Maybe I am picking a fight where I shouldn't. Maybe I am making a mountain out of a molehill, or maybe, maybe I am just so exhausted from the shame I am constantly fighting over the state of my house and the state of my heart.

I could build an extra storage shed out of the various christian materials marketed toward women about how to grow closer to Jesus, and also clean their house all with the same process. Then I would have somewhere to put all the stuff I have not had time to de-clutter. I am tired of being told that my refusal to de-clutter is actually a refusal to trust God with my stuff. I simply do not have time to de-clutter, and read a book about it, and maintain my prayer life and my sanity. It is all I can do to get the sanity all the time and the prayer life most.

I have a big problem with the bazillions of books that are about my house, because it isn't really about my house. It is about the extra chains we attach to the gospel. It is about the shame I feel when I don't measure up. It is about unrealistic expectations that the church has bought into and sold to its people.

Over half of American households are households where all the adults work. But still, women do most of the house work, the grocery shopping, the bathing of the children, the homework folder wrangling. Women have, on average, 30 minutes less of leisure time per day. Y'all the statistics are the same for the women in our pews.

So, when you suggest, even implicitly by the sheer number of books you sell about it, or the articles you publish, that my lack of home making is a heart issue, pardon me as I respond: NOT TODAY SATAN!
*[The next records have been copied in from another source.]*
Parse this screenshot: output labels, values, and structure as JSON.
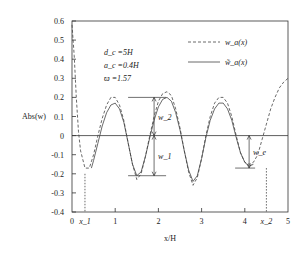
{
  "chart_data": {
    "type": "line",
    "title": "",
    "xlabel": "x/H",
    "ylabel": "Abs(w)",
    "xlim": [
      0,
      5
    ],
    "ylim": [
      -0.4,
      0.6
    ],
    "x_ticks": [
      0,
      1,
      2,
      3,
      4,
      5
    ],
    "x_tick_labels": [
      "0",
      "1",
      "2",
      "3",
      "4",
      "5"
    ],
    "y_ticks": [
      -0.4,
      -0.3,
      -0.2,
      -0.1,
      0,
      0.1,
      0.2,
      0.3,
      0.4,
      0.5,
      0.6
    ],
    "y_tick_labels": [
      "-0.4",
      "-0.3",
      "-0.2",
      "-0.1",
      "0",
      "0.1",
      "0.2",
      "0.3",
      "0.4",
      "0.5",
      "0.6"
    ],
    "grid": false,
    "legend_position": "top-right",
    "parameters": [
      "d_c =5H",
      "a_c =0.4H",
      "ϖ =1.57"
    ],
    "series": [
      {
        "name": "w_a(x)",
        "style": "dashed",
        "x": [
          0.0,
          0.05,
          0.1,
          0.15,
          0.2,
          0.3,
          0.4,
          0.5,
          0.6,
          0.7,
          0.8,
          0.9,
          1.0,
          1.1,
          1.2,
          1.3,
          1.4,
          1.5,
          1.6,
          1.7,
          1.8,
          1.9,
          2.0,
          2.1,
          2.2,
          2.3,
          2.4,
          2.5,
          2.6,
          2.7,
          2.8,
          2.9,
          3.0,
          3.1,
          3.2,
          3.3,
          3.4,
          3.5,
          3.6,
          3.7,
          3.8,
          3.9,
          4.0,
          4.1,
          4.2,
          4.3,
          4.4,
          4.5,
          4.6,
          4.7,
          4.8,
          4.9,
          5.0
        ],
        "y": [
          0.58,
          0.42,
          0.2,
          0.02,
          -0.08,
          -0.17,
          -0.17,
          -0.1,
          0.0,
          0.09,
          0.16,
          0.2,
          0.2,
          0.16,
          0.08,
          -0.04,
          -0.15,
          -0.23,
          -0.2,
          -0.11,
          0.0,
          0.1,
          0.18,
          0.22,
          0.23,
          0.21,
          0.14,
          0.04,
          -0.08,
          -0.19,
          -0.26,
          -0.22,
          -0.12,
          0.0,
          0.1,
          0.17,
          0.2,
          0.2,
          0.17,
          0.1,
          0.0,
          -0.09,
          -0.14,
          -0.15,
          -0.14,
          -0.1,
          -0.02,
          0.06,
          0.14,
          0.2,
          0.25,
          0.28,
          0.3
        ]
      },
      {
        "name": "w̃_a(x)",
        "style": "solid",
        "x": [
          0.45,
          0.5,
          0.6,
          0.7,
          0.8,
          0.9,
          1.0,
          1.1,
          1.2,
          1.3,
          1.4,
          1.5,
          1.6,
          1.7,
          1.8,
          1.9,
          2.0,
          2.1,
          2.2,
          2.3,
          2.4,
          2.5,
          2.6,
          2.7,
          2.8,
          2.9,
          3.0,
          3.1,
          3.2,
          3.3,
          3.4,
          3.5,
          3.6,
          3.7,
          3.8,
          3.9,
          4.0,
          4.1,
          4.2
        ],
        "y": [
          -0.17,
          -0.13,
          -0.04,
          0.05,
          0.12,
          0.16,
          0.17,
          0.14,
          0.07,
          -0.04,
          -0.15,
          -0.21,
          -0.19,
          -0.11,
          -0.01,
          0.08,
          0.15,
          0.19,
          0.2,
          0.18,
          0.12,
          0.03,
          -0.08,
          -0.18,
          -0.24,
          -0.21,
          -0.12,
          -0.01,
          0.08,
          0.14,
          0.17,
          0.17,
          0.14,
          0.08,
          -0.01,
          -0.09,
          -0.14,
          -0.16,
          -0.15
        ]
      }
    ],
    "annotations": [
      {
        "label": "w_1",
        "x": 1.9,
        "from": 0,
        "to": -0.21
      },
      {
        "label": "w_2",
        "x": 1.9,
        "from": 0,
        "to": 0.2
      },
      {
        "label": "w_e",
        "x": 4.1,
        "from": 0,
        "to": -0.17
      },
      {
        "label": "x_1",
        "x": 0.3,
        "marker": "dotted-vertical",
        "y_top": -0.2
      },
      {
        "label": "x_2",
        "x": 4.5,
        "marker": "dotted-vertical",
        "y_top": -0.17
      }
    ],
    "legend": [
      {
        "label": "w_a(x)",
        "style": "dashed"
      },
      {
        "label": "w̃_a(x)",
        "style": "solid"
      }
    ]
  }
}
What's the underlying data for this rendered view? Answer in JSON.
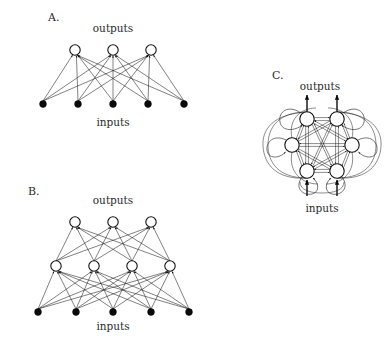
{
  "figure": {
    "background_color": "#ffffff",
    "ink_color": "#1a1a1a",
    "width": 390,
    "height": 355
  },
  "panels": [
    {
      "id": "A",
      "letter": "A.",
      "letter_pos": {
        "x": 48,
        "y": 21
      },
      "type": "feedforward-single-layer",
      "top_label": "outputs",
      "top_label_pos": {
        "x": 113,
        "y": 32
      },
      "bottom_label": "inputs",
      "bottom_label_pos": {
        "x": 113,
        "y": 126
      },
      "layers": [
        {
          "name": "output-layer",
          "node_style": "open-circle",
          "radius": 5.2,
          "y": 50,
          "nodes": [
            {
              "x": 75,
              "label": "output-node-1"
            },
            {
              "x": 113,
              "label": "output-node-2"
            },
            {
              "x": 151,
              "label": "output-node-3"
            }
          ]
        },
        {
          "name": "input-layer",
          "node_style": "filled-dot",
          "radius": 3.4,
          "y": 104,
          "nodes": [
            {
              "x": 43,
              "label": "input-node-1"
            },
            {
              "x": 78,
              "label": "input-node-2"
            },
            {
              "x": 113,
              "label": "input-node-3"
            },
            {
              "x": 148,
              "label": "input-node-4"
            },
            {
              "x": 184,
              "label": "input-node-5"
            }
          ]
        }
      ],
      "connectivity": "full-bipartite-input-to-output",
      "arrowheads": true,
      "edge_count": 15
    },
    {
      "id": "B",
      "letter": "B.",
      "letter_pos": {
        "x": 28,
        "y": 195
      },
      "type": "feedforward-two-layer",
      "top_label": "outputs",
      "top_label_pos": {
        "x": 113,
        "y": 204
      },
      "bottom_label": "inputs",
      "bottom_label_pos": {
        "x": 113,
        "y": 330
      },
      "layers": [
        {
          "name": "output-layer",
          "node_style": "open-circle",
          "radius": 5.2,
          "y": 222,
          "nodes": [
            {
              "x": 75,
              "label": "output-node-1"
            },
            {
              "x": 113,
              "label": "output-node-2"
            },
            {
              "x": 151,
              "label": "output-node-3"
            }
          ]
        },
        {
          "name": "hidden-layer",
          "node_style": "open-circle",
          "radius": 5.2,
          "y": 266,
          "nodes": [
            {
              "x": 56,
              "label": "hidden-node-1"
            },
            {
              "x": 94,
              "label": "hidden-node-2"
            },
            {
              "x": 132,
              "label": "hidden-node-3"
            },
            {
              "x": 170,
              "label": "hidden-node-4"
            }
          ]
        },
        {
          "name": "input-layer",
          "node_style": "filled-dot",
          "radius": 3.4,
          "y": 312,
          "nodes": [
            {
              "x": 38,
              "label": "input-node-1"
            },
            {
              "x": 76,
              "label": "input-node-2"
            },
            {
              "x": 113,
              "label": "input-node-3"
            },
            {
              "x": 151,
              "label": "input-node-4"
            },
            {
              "x": 189,
              "label": "input-node-5"
            }
          ]
        }
      ],
      "connectivity": "full-bipartite-input-to-hidden-and-hidden-to-output",
      "arrowheads": true,
      "edge_count": 32
    },
    {
      "id": "C",
      "letter": "C.",
      "letter_pos": {
        "x": 272,
        "y": 79
      },
      "type": "fully-recurrent",
      "top_label": "outputs",
      "top_label_pos": {
        "x": 320,
        "y": 90
      },
      "bottom_label": "inputs",
      "bottom_label_pos": {
        "x": 322,
        "y": 212
      },
      "ring": {
        "center": {
          "x": 322,
          "y": 145
        },
        "radius_x": 30,
        "radius_y": 32,
        "node_radius": 7.2,
        "node_style": "open-circle",
        "self_loops": true,
        "nodes": [
          {
            "x": 307,
            "y": 119,
            "label": "unit-1"
          },
          {
            "x": 337,
            "y": 119,
            "label": "unit-2"
          },
          {
            "x": 352,
            "y": 145,
            "label": "unit-3"
          },
          {
            "x": 337,
            "y": 171,
            "label": "unit-4"
          },
          {
            "x": 307,
            "y": 171,
            "label": "unit-5"
          },
          {
            "x": 292,
            "y": 145,
            "label": "unit-6"
          }
        ]
      },
      "external_outputs": [
        {
          "x": 307,
          "y_from": 112,
          "y_to": 95,
          "label": "output-arrow-1"
        },
        {
          "x": 337,
          "y_from": 112,
          "y_to": 95,
          "label": "output-arrow-2"
        }
      ],
      "external_inputs": [
        {
          "x": 307,
          "y_from": 196,
          "y_to": 179,
          "label": "input-arrow-1"
        },
        {
          "x": 337,
          "y_from": 196,
          "y_to": 179,
          "label": "input-arrow-2"
        }
      ],
      "connectivity": "all-to-all-bidirectional-plus-self-connections",
      "arrowheads": true,
      "unit_count": 6
    }
  ]
}
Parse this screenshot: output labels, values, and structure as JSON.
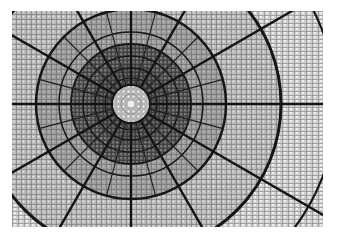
{
  "image": {
    "subject": "Stained-glass dome ceiling viewed from below",
    "palette": {
      "frame_dark": "#1a1a1a",
      "glass_mid": "#7d7d7d",
      "glass_light": "#c8c8c8",
      "rosette": "#d9d9d9",
      "background": "#ffffff"
    }
  }
}
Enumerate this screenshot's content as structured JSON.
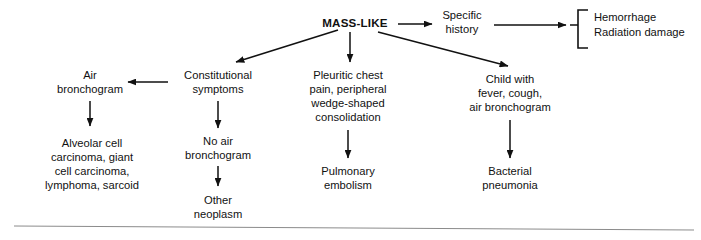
{
  "diagram": {
    "background_color": "#ffffff",
    "text_color": "#111111",
    "line_color": "#111111",
    "rule_color": "#8b8b8b",
    "nodes": {
      "root": {
        "label": "MASS-LIKE",
        "x": 355,
        "y": 24
      },
      "specific_history": {
        "line1": "Specific",
        "line2": "history",
        "x": 462,
        "y": 22
      },
      "hemorrhage": {
        "line1": "Hemorrhage",
        "line2": "Radiation damage",
        "x": 592,
        "y": 24
      },
      "air_bronchogram": {
        "line1": "Air",
        "line2": "bronchogram",
        "x": 90,
        "y": 80
      },
      "alveolar": {
        "line1": "Alveolar cell",
        "line2": "carcinoma, giant",
        "line3": "cell carcinoma,",
        "line4": "lymphoma, sarcoid",
        "x": 92,
        "y": 152
      },
      "constitutional": {
        "line1": "Constitutional",
        "line2": "symptoms",
        "x": 218,
        "y": 80
      },
      "no_air_bronchogram": {
        "line1": "No air",
        "line2": "bronchogram",
        "x": 218,
        "y": 146
      },
      "other_neoplasm": {
        "line1": "Other",
        "line2": "neoplasm",
        "x": 218,
        "y": 198
      },
      "pleuritic": {
        "line1": "Pleuritic chest",
        "line2": "pain, peripheral",
        "line3": "wedge-shaped",
        "line4": "consolidation",
        "x": 348,
        "y": 88
      },
      "pulmonary_embolism": {
        "line1": "Pulmonary",
        "line2": "embolism",
        "x": 348,
        "y": 177
      },
      "child_with_fever": {
        "line1": "Child with",
        "line2": "fever, cough,",
        "line3": "air bronchogram",
        "x": 510,
        "y": 85
      },
      "bacterial_pneumonia": {
        "line1": "Bacterial",
        "line2": "pneumonia",
        "x": 510,
        "y": 177
      }
    },
    "edges": [
      {
        "name": "root-to-specific-history",
        "from": "root",
        "to": "specific_history"
      },
      {
        "name": "specific-history-to-bracket",
        "from": "specific_history",
        "to": "hemorrhage"
      },
      {
        "name": "root-to-constitutional",
        "from": "root",
        "to": "constitutional"
      },
      {
        "name": "root-to-pleuritic",
        "from": "root",
        "to": "pleuritic"
      },
      {
        "name": "root-to-child",
        "from": "root",
        "to": "child_with_fever"
      },
      {
        "name": "constitutional-to-air-bronchogram",
        "from": "constitutional",
        "to": "air_bronchogram"
      },
      {
        "name": "air-bronchogram-to-alveolar",
        "from": "air_bronchogram",
        "to": "alveolar"
      },
      {
        "name": "constitutional-to-no-air",
        "from": "constitutional",
        "to": "no_air_bronchogram"
      },
      {
        "name": "no-air-to-other-neoplasm",
        "from": "no_air_bronchogram",
        "to": "other_neoplasm"
      },
      {
        "name": "pleuritic-to-pulmonary-embolism",
        "from": "pleuritic",
        "to": "pulmonary_embolism"
      },
      {
        "name": "child-to-bacterial-pneumonia",
        "from": "child_with_fever",
        "to": "bacterial_pneumonia"
      }
    ]
  }
}
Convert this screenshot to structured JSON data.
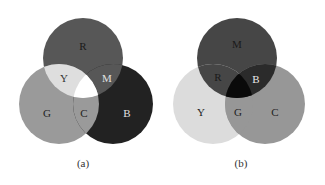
{
  "panels": [
    {
      "caption": "(a)",
      "model": "additive",
      "circles": [
        {
          "id": "R",
          "label": "R",
          "cx": 83,
          "cy": 58,
          "r": 40,
          "fill": "#575757"
        },
        {
          "id": "G",
          "label": "G",
          "cx": 59,
          "cy": 104,
          "r": 40,
          "fill": "#9a9a9a"
        },
        {
          "id": "B",
          "label": "B",
          "cx": 113,
          "cy": 104,
          "r": 40,
          "fill": "#222222"
        }
      ],
      "overlaps": {
        "RG": {
          "label": "Y",
          "fill": "#dedede"
        },
        "RB": {
          "label": "M",
          "fill": "#575757"
        },
        "GB": {
          "label": "C",
          "fill": "#9a9a9a"
        },
        "RGB": {
          "label": "",
          "fill": "#ffffff"
        }
      },
      "labels": [
        {
          "text": "R",
          "x": 83,
          "y": 46,
          "color": "#1a1a1a"
        },
        {
          "text": "Y",
          "x": 64,
          "y": 78,
          "color": "#333333"
        },
        {
          "text": "M",
          "x": 107,
          "y": 78,
          "color": "#e0e0e0"
        },
        {
          "text": "G",
          "x": 47,
          "y": 113,
          "color": "#222222"
        },
        {
          "text": "C",
          "x": 84,
          "y": 113,
          "color": "#222222"
        },
        {
          "text": "B",
          "x": 127,
          "y": 113,
          "color": "#e0e0e0"
        }
      ]
    },
    {
      "caption": "(b)",
      "model": "subtractive",
      "circles": [
        {
          "id": "M",
          "label": "M",
          "cx": 237,
          "cy": 58,
          "r": 40,
          "fill": "#464646"
        },
        {
          "id": "Y",
          "label": "Y",
          "cx": 213,
          "cy": 104,
          "r": 40,
          "fill": "#dcdcdc"
        },
        {
          "id": "C",
          "label": "C",
          "cx": 265,
          "cy": 104,
          "r": 40,
          "fill": "#979797"
        }
      ],
      "overlaps": {
        "MY": {
          "label": "R",
          "fill": "#464646"
        },
        "MC": {
          "label": "B",
          "fill": "#2b2b2b"
        },
        "YC": {
          "label": "G",
          "fill": "#979797"
        },
        "MYC": {
          "label": "",
          "fill": "#0a0a0a"
        }
      },
      "labels": [
        {
          "text": "M",
          "x": 237,
          "y": 44,
          "color": "#1a1a1a"
        },
        {
          "text": "R",
          "x": 218,
          "y": 77,
          "color": "#1a1a1a"
        },
        {
          "text": "B",
          "x": 256,
          "y": 79,
          "color": "#e8e8e8"
        },
        {
          "text": "Y",
          "x": 201,
          "y": 112,
          "color": "#222222"
        },
        {
          "text": "G",
          "x": 238,
          "y": 112,
          "color": "#222222"
        },
        {
          "text": "C",
          "x": 275,
          "y": 112,
          "color": "#222222"
        }
      ]
    }
  ]
}
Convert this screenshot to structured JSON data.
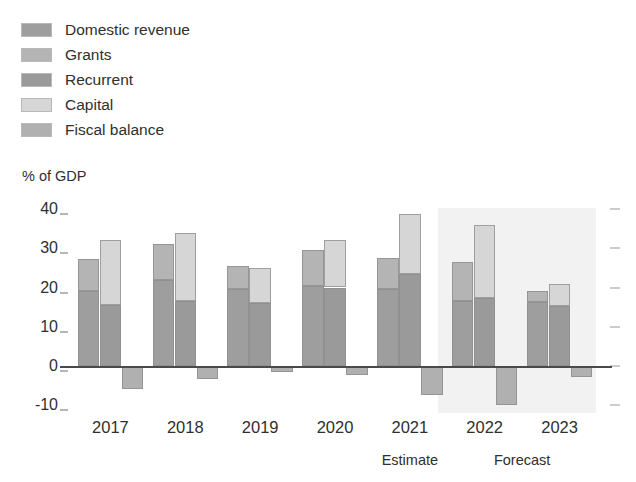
{
  "legend": {
    "items": [
      {
        "label": "Domestic revenue",
        "color": "#9e9e9e"
      },
      {
        "label": "Grants",
        "color": "#b4b4b4"
      },
      {
        "label": "Recurrent",
        "color": "#9a9a9a"
      },
      {
        "label": "Capital",
        "color": "#d6d6d6"
      },
      {
        "label": "Fiscal balance",
        "color": "#b0b0b0"
      }
    ]
  },
  "chart_data": {
    "type": "bar",
    "title": "",
    "subtitle": "",
    "xlabel": "",
    "ylabel": "% of GDP",
    "categories": [
      "2017",
      "2018",
      "2019",
      "2020",
      "2021",
      "2022",
      "2023"
    ],
    "ytick_labels": [
      "40",
      "30",
      "20",
      "10",
      "0",
      "-10"
    ],
    "ytick_values": [
      40,
      30,
      20,
      10,
      0,
      -10
    ],
    "ylim": [
      -12,
      42
    ],
    "grid": false,
    "legend_position": "top-left",
    "series": [
      {
        "name": "Domestic revenue",
        "color": "#9e9e9e",
        "group": "revenue",
        "stack_order": 0,
        "values": [
          19.0,
          22.0,
          19.7,
          20.4,
          19.6,
          16.5,
          16.2
        ]
      },
      {
        "name": "Grants",
        "color": "#b4b4b4",
        "group": "revenue",
        "stack_order": 1,
        "values": [
          8.3,
          9.0,
          5.8,
          9.1,
          7.9,
          9.9,
          2.8
        ]
      },
      {
        "name": "Recurrent",
        "color": "#9a9a9a",
        "group": "expenditure",
        "stack_order": 0,
        "values": [
          15.5,
          16.6,
          16.0,
          20.0,
          23.5,
          17.3,
          15.3
        ]
      },
      {
        "name": "Capital",
        "color": "#d6d6d6",
        "group": "expenditure",
        "stack_order": 1,
        "values": [
          16.5,
          17.2,
          9.0,
          12.0,
          15.2,
          18.7,
          5.7
        ]
      },
      {
        "name": "Fiscal balance",
        "color": "#b0b0b0",
        "group": "balance",
        "stack_order": 0,
        "values": [
          -5.8,
          -3.2,
          -1.5,
          -2.3,
          -7.5,
          -10.0,
          -2.8
        ]
      }
    ],
    "totals": {
      "revenue_plus_grants": [
        27.3,
        31.0,
        25.5,
        29.5,
        27.5,
        26.4,
        19.0
      ],
      "total_expenditure": [
        32.0,
        33.8,
        25.0,
        32.0,
        38.7,
        36.0,
        21.0
      ]
    },
    "annotations": [
      {
        "text": "Estimate",
        "category": "2021"
      },
      {
        "text": "Forecast",
        "category_span": [
          "2022",
          "2023"
        ]
      }
    ],
    "shaded_region": {
      "label": "Forecast",
      "from_category": "2022",
      "to_category": "2023",
      "color": "#f2f2f2"
    }
  }
}
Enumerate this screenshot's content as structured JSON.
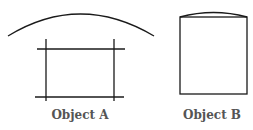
{
  "objects": [
    {
      "id": "A",
      "label": "Object A"
    },
    {
      "id": "B",
      "label": "Object B"
    }
  ],
  "colors": {
    "stroke": "#1a1a1a",
    "label": "#555555",
    "background": "#ffffff"
  }
}
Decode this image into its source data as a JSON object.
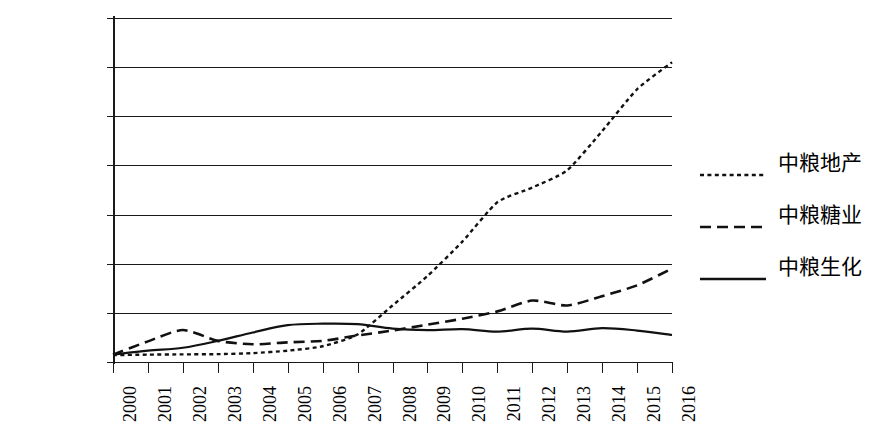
{
  "chart_data": {
    "type": "line",
    "title": "",
    "xlabel": "",
    "ylabel": "",
    "grid": true,
    "legend_position": "right",
    "categories": [
      "2000",
      "2001",
      "2002",
      "2003",
      "2004",
      "2005",
      "2006",
      "2007",
      "2008",
      "2009",
      "2010",
      "2011",
      "2012",
      "2013",
      "2014",
      "2015",
      "2016"
    ],
    "x": [
      2000,
      2001,
      2002,
      2003,
      2004,
      2005,
      2006,
      2007,
      2008,
      2009,
      2010,
      2011,
      2012,
      2013,
      2014,
      2015,
      2016
    ],
    "ylim": [
      0,
      7000000
    ],
    "xlim": [
      2000,
      2016
    ],
    "y_ticks": [
      0,
      1000000,
      2000000,
      3000000,
      4000000,
      5000000,
      6000000,
      7000000
    ],
    "y_tick_labels": [
      "0",
      "1000000",
      "2000000",
      "3000000",
      "4000000",
      "5000000",
      "6000000",
      "7000000"
    ],
    "series": [
      {
        "name": "中粮地产",
        "style": "dotted",
        "color": "#111111",
        "values": [
          140000,
          150000,
          155000,
          160000,
          180000,
          230000,
          320000,
          560000,
          1150000,
          1750000,
          2450000,
          3250000,
          3550000,
          3900000,
          4700000,
          5550000,
          6100000
        ]
      },
      {
        "name": "中粮糖业",
        "style": "dashed",
        "color": "#111111",
        "values": [
          150000,
          420000,
          650000,
          430000,
          360000,
          400000,
          430000,
          540000,
          640000,
          760000,
          880000,
          1030000,
          1250000,
          1150000,
          1340000,
          1560000,
          1900000
        ]
      },
      {
        "name": "中粮生化",
        "style": "solid",
        "color": "#111111",
        "values": [
          150000,
          230000,
          290000,
          430000,
          600000,
          750000,
          780000,
          770000,
          680000,
          650000,
          670000,
          620000,
          680000,
          620000,
          690000,
          640000,
          550000
        ]
      }
    ]
  },
  "legend": {
    "items": [
      {
        "label": "中粮地产",
        "style": "dotted"
      },
      {
        "label": "中粮糖业",
        "style": "dashed"
      },
      {
        "label": "中粮生化",
        "style": "solid"
      }
    ]
  }
}
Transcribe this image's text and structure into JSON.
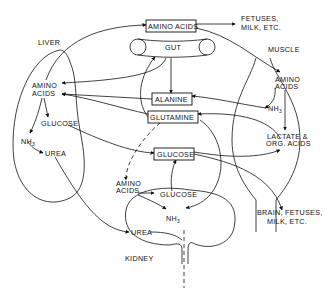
{
  "diagram": {
    "organs": {
      "liver": "LIVER",
      "muscle": "MUSCLE",
      "gut": "GUT",
      "kidney": "KIDNEY"
    },
    "central_boxes": {
      "amino_acids": "AMINO ACIDS",
      "alanine": "ALANINE",
      "glutamine": "GLUTAMINE",
      "glucose": "GLUCOSE"
    },
    "liver_nodes": {
      "amino": "AMINO",
      "acids": "ACIDS",
      "glucose": "GLUCOSE",
      "nh3_base": "NH",
      "nh3_sub": "3",
      "urea": "UREA"
    },
    "muscle_nodes": {
      "amino": "AMINO",
      "acids": "ACIDS",
      "nh3_base": "NH",
      "nh3_sub": "3",
      "lactate": "LACTATE &",
      "org_acids": "ORG. ACIDS"
    },
    "kidney_nodes": {
      "amino": "AMINO",
      "acids": "ACIDS",
      "glucose": "GLUCOSE",
      "nh3_base": "NH",
      "nh3_sub": "3",
      "urea": "UREA"
    },
    "destinations": {
      "top_line1": "FETUSES,",
      "top_line2": "MILK, ETC.",
      "bottom_line1": "BRAIN, FETUSES,",
      "bottom_line2": "MILK, ETC."
    },
    "colors": {
      "ink": "#111111",
      "background": "#ffffff"
    }
  }
}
Why is this hot-mess-gender-segregated-chore-garbage only shaming marketed toward women?

Where are the book marketed to my husband about the relationship to his spiritual life and the "man chores"? Where are the books called:

  • Is your lawn and your heart overgrown?
  • Pruning your life and your bushes. Building a shed and a Godly life.
  • Shiny like Chrome: At the Car Wash with the Holy Spirit.
  • In God's Garage, How keeping your car running clean keeps your mind running clean
  • Where are those books? Why don't they exist?

Because we don't have the same expectations for men as we do for women. This jacked up system was set by the world. And instead of the church offering me freedom from it, it has just doubled on the shame. I should feel bad not just because I can't find my couch under the laundry pile and the toothpaste on the sink has hardened into sparkly blue cement, but also because this shows a lack of commitment to Jesus.

This isn't okay. Every single day since I wrote this post, someone has Google d "working mom devotional" every day. Why? Because those don't really exist. Even though over half of the women in the church work, even though over half of American moms work, still we feel like we are alone, like we aren't good enough, like we are falling short.

Yes. My house is a disaster and I haven't folded laundry in two months. Yes, we are having pizza for dinner and I am not even going to pick up the clothes my kids are likely to discard right on the living room floor. Yes, it was a small miracle Priscilla found matching shoes and everyone left the house wearing clean underwear today.

No. That does not mean I need to get right with Jesus. It means I am in the same boat as most of America. It means nothing about my relationship with Jesus. The dirty dishes in the sink? They mean I am probably going to get ants. THAT is why I should wash them, not because Jesus cares.

This article first appeared on Accidental Devotional.